Humans are altering the global water cycle at an unprecedented rate, which will have far-reaching consequences for the ecology and evolution of entire ecosystems (e.g. changing aquatic-terrestrial linkages and altering genetic divergence). To understand how this may occur, we must first describe how genetic and phenotypic variation is distributed across landscapes. However, ecological niche models that describe distributions on the landscape often ignore intraspecific variation. With Populus angustifolia, a dominant riparian tree species that spans ~1700 km range in the Western U.S., we have a model system for incorporating genetics into ecological niche models. Our first goal was to describe the hydrological niche (gradients associated with the water cycle) of P. angustifolia in the western U.S. Our second goal was to determine if three major genetic provenances of the species are driven by the same environmental variables. We used environmental variables derived from WorldClim and NHDPlusV2, a collection of occurrence points from 17 populations spanning the tree range, and four Maxent models (entire species, three provenance models) to address these two goals.
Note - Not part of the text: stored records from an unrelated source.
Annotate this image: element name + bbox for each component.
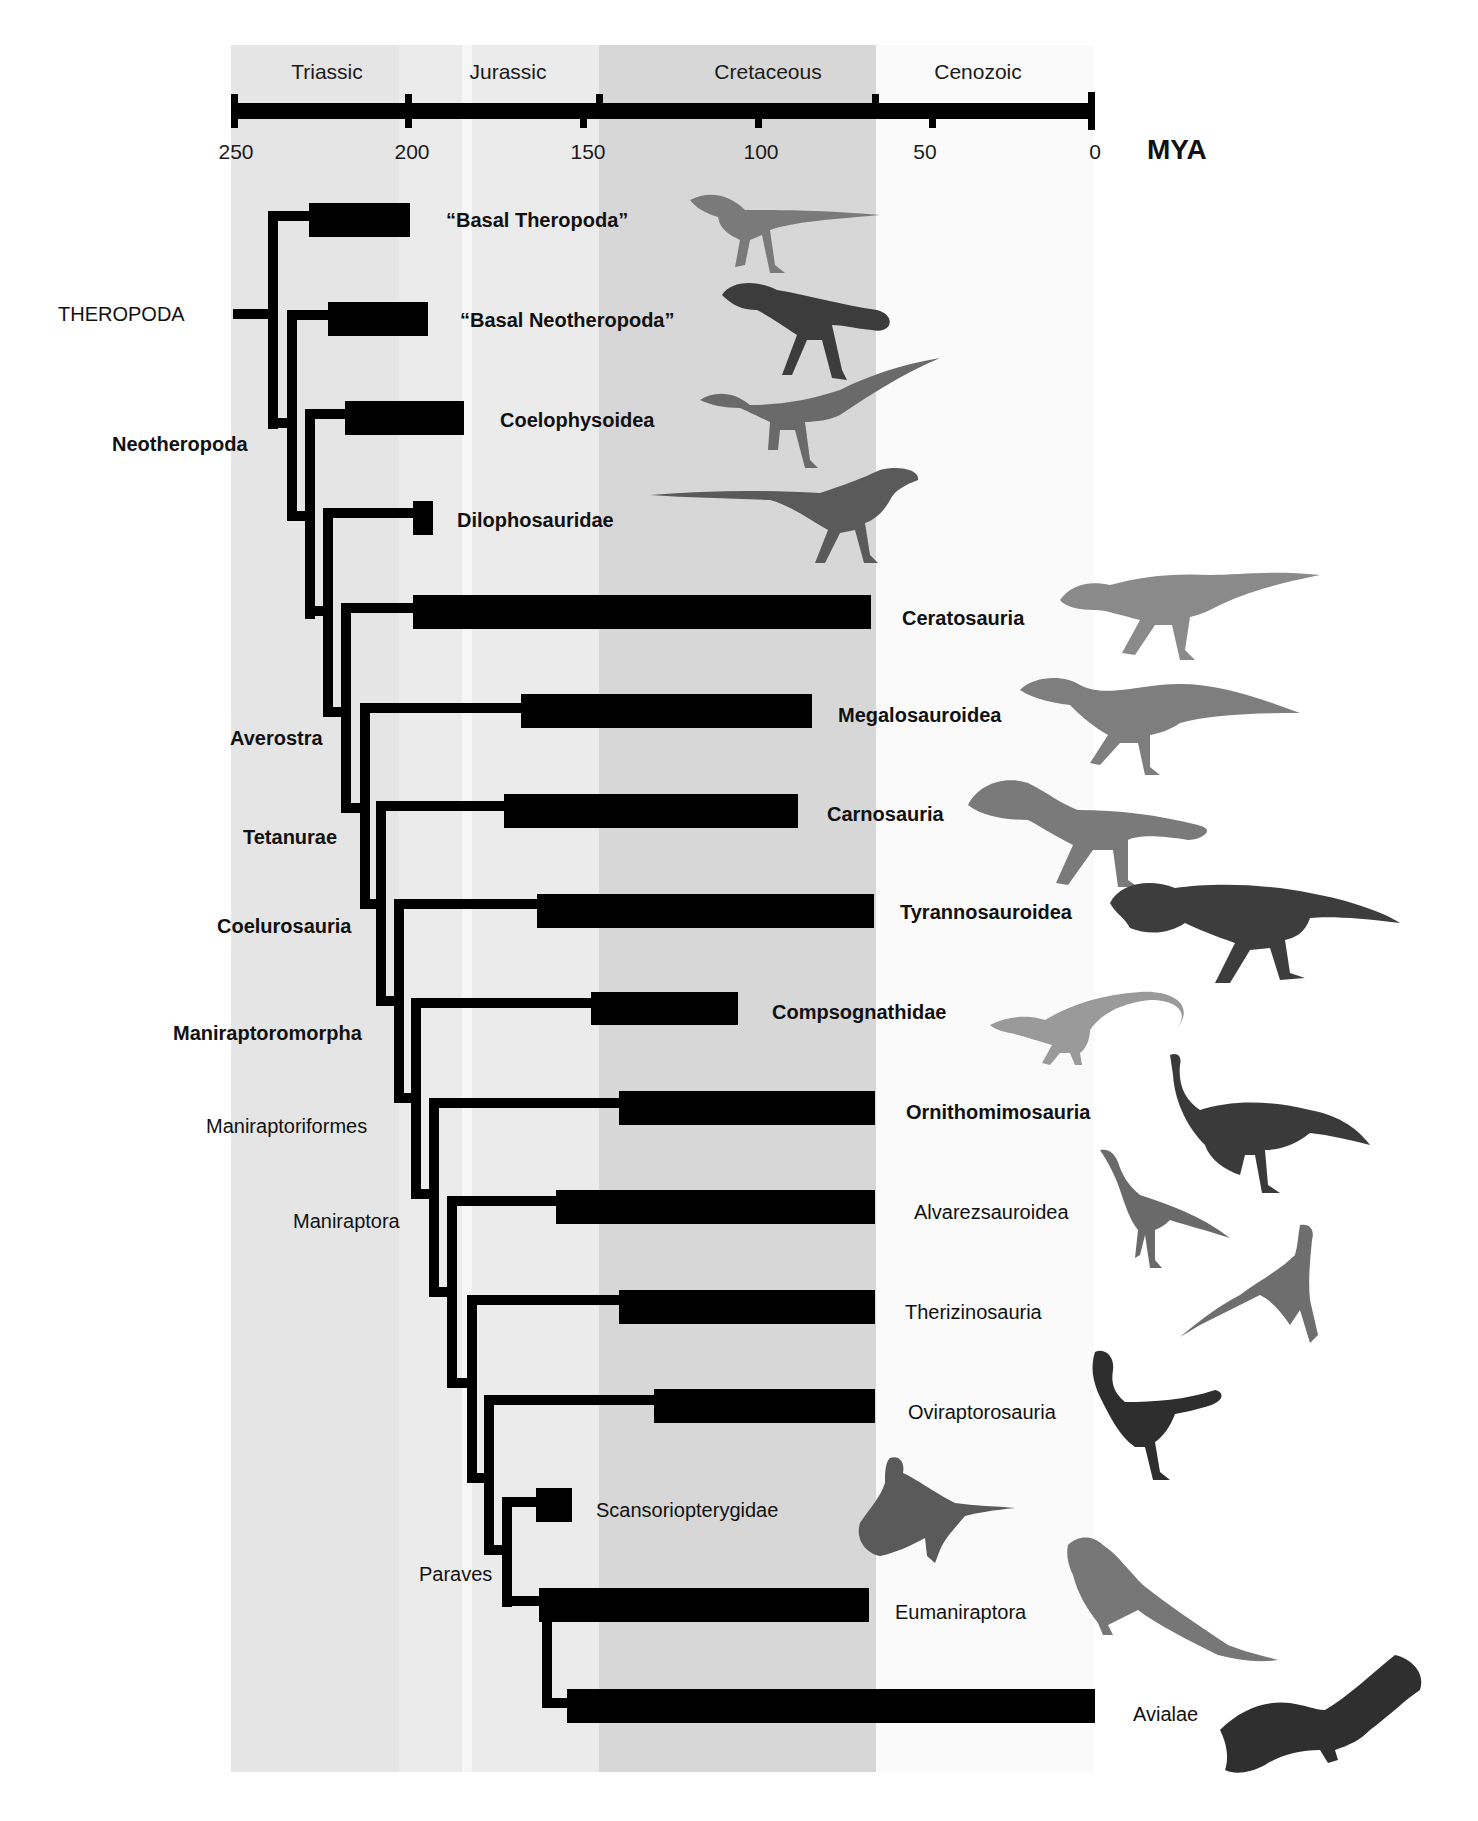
time-axis — [231, 92, 1095, 130]
taxon-label-ceratosauria: Ceratosauria — [902, 607, 1024, 630]
taxon-label-coelophysoidea: Coelophysoidea — [500, 409, 654, 432]
coelophysis-icon — [700, 358, 940, 468]
taxon-label-carnosauria: Carnosauria — [827, 803, 944, 826]
ceratosaurus-icon — [1060, 573, 1320, 660]
taxon-range-bars — [309, 203, 1095, 1723]
taxon-label-oviraptorosauria: Oviraptorosauria — [908, 1401, 1056, 1424]
bar-ornithomimosauria — [619, 1091, 875, 1125]
taxon-label-basal-neotheropoda: “Basal Neotheropoda” — [460, 309, 674, 332]
therizinosaurus-icon — [1180, 1225, 1318, 1343]
tree-branches — [233, 211, 655, 1708]
taxon-label-avialae: Avialae — [1133, 1703, 1198, 1726]
illustrations — [650, 195, 1421, 1773]
taxon-label-dilophosauridae: Dilophosauridae — [457, 509, 614, 532]
phylogeny-tree — [0, 0, 1478, 1821]
coelophysis-like-theropod-icon — [690, 195, 880, 273]
bar-ceratosauria — [413, 595, 871, 629]
bar-tyrannosauroidea — [537, 894, 874, 928]
scansoriopteryx-icon — [859, 1457, 1015, 1563]
ornithomimus-icon — [1170, 1054, 1370, 1193]
oviraptor-icon — [1093, 1351, 1222, 1480]
bar-dilophosauridae — [413, 501, 433, 535]
basal-neotheropod-icon — [722, 283, 890, 380]
megalosaurus-icon — [1020, 678, 1300, 775]
theropod-phylogeny-figure: Triassic Jurassic Cretaceous Cenozoic 25… — [0, 0, 1478, 1821]
bar-scansoriopterygidae — [536, 1488, 572, 1522]
bar-alvarezsauroidea — [556, 1190, 875, 1224]
bar-avialae — [567, 1689, 1095, 1723]
taxon-label-tyrannosauroidea: Tyrannosauroidea — [900, 901, 1072, 924]
taxon-label-compsognathidae: Compsognathidae — [772, 1001, 946, 1024]
tyrannosaurus-icon — [1110, 883, 1400, 983]
bar-carnosauria — [504, 794, 798, 828]
alvarezsaurus-icon — [1100, 1150, 1230, 1268]
bar-basal-neotheropoda — [328, 302, 428, 336]
taxon-label-alvarezsauroidea: Alvarezsauroidea — [914, 1201, 1069, 1224]
bar-therizinosauria — [619, 1290, 875, 1324]
taxon-label-megalosauroidea: Megalosauroidea — [838, 704, 1001, 727]
bar-basal-theropoda — [309, 203, 410, 237]
taxon-label-eumaniraptora: Eumaniraptora — [895, 1601, 1026, 1624]
bar-eumaniraptora — [539, 1588, 869, 1622]
taxon-label-therizinosauria: Therizinosauria — [905, 1301, 1042, 1324]
taxon-label-basal-theropoda: “Basal Theropoda” — [446, 209, 628, 232]
bar-oviraptorosauria — [654, 1389, 875, 1423]
allosaurus-icon — [968, 780, 1207, 887]
dilophosaurus-icon — [650, 468, 918, 563]
bar-coelophysoidea — [345, 401, 464, 435]
taxon-label-ornithomimosauria: Ornithomimosauria — [906, 1101, 1090, 1124]
microraptor-icon — [1067, 1538, 1278, 1662]
bar-compsognathidae — [591, 992, 738, 1025]
taxon-label-scansoriopterygidae: Scansoriopterygidae — [596, 1499, 778, 1522]
compsognathus-icon — [990, 992, 1184, 1065]
bird-of-prey-icon — [1220, 1655, 1421, 1773]
bar-megalosauroidea — [521, 694, 812, 728]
Our third goal was to determine if provenances are locally adapted by using common garden data on stomatal density and phenology.
Results/Conclusions
The results of the species model indicate that the hydrological niche of P. angustifolia is largely driven by precipitation seasonality, precipitation of the driest month of the year, and mean annual streamflow. Notably, mean annual temperature only contributed 5.1% to the model. The results of the three provenance models suggest that there is niche differentiation between the three genetic provenances of P. angustifolia. Provenance 3 is most similar to the species model, primarily driven by the same three variables, while Provenance 1 was explained most by temperature variables (mean temperature of the wettest quarter and mean temperature of the driest quarter). To address our final question, we found that genetic provenances show differences in the location (not total number) of stomata in both the field and common garden, suggesting local adaptation of this water-regulating trait. Additionally, streamflow, precipitation, and temperature interact to explain provenance differences in Spring phenology in the common garden. Our results support recent calls for ecological niche models to incorporate information on population genetic structure. Doing this should improve model predictions with climate change scenarios and allow us to make better-informed conservation decisions as populations diverge across landscapes.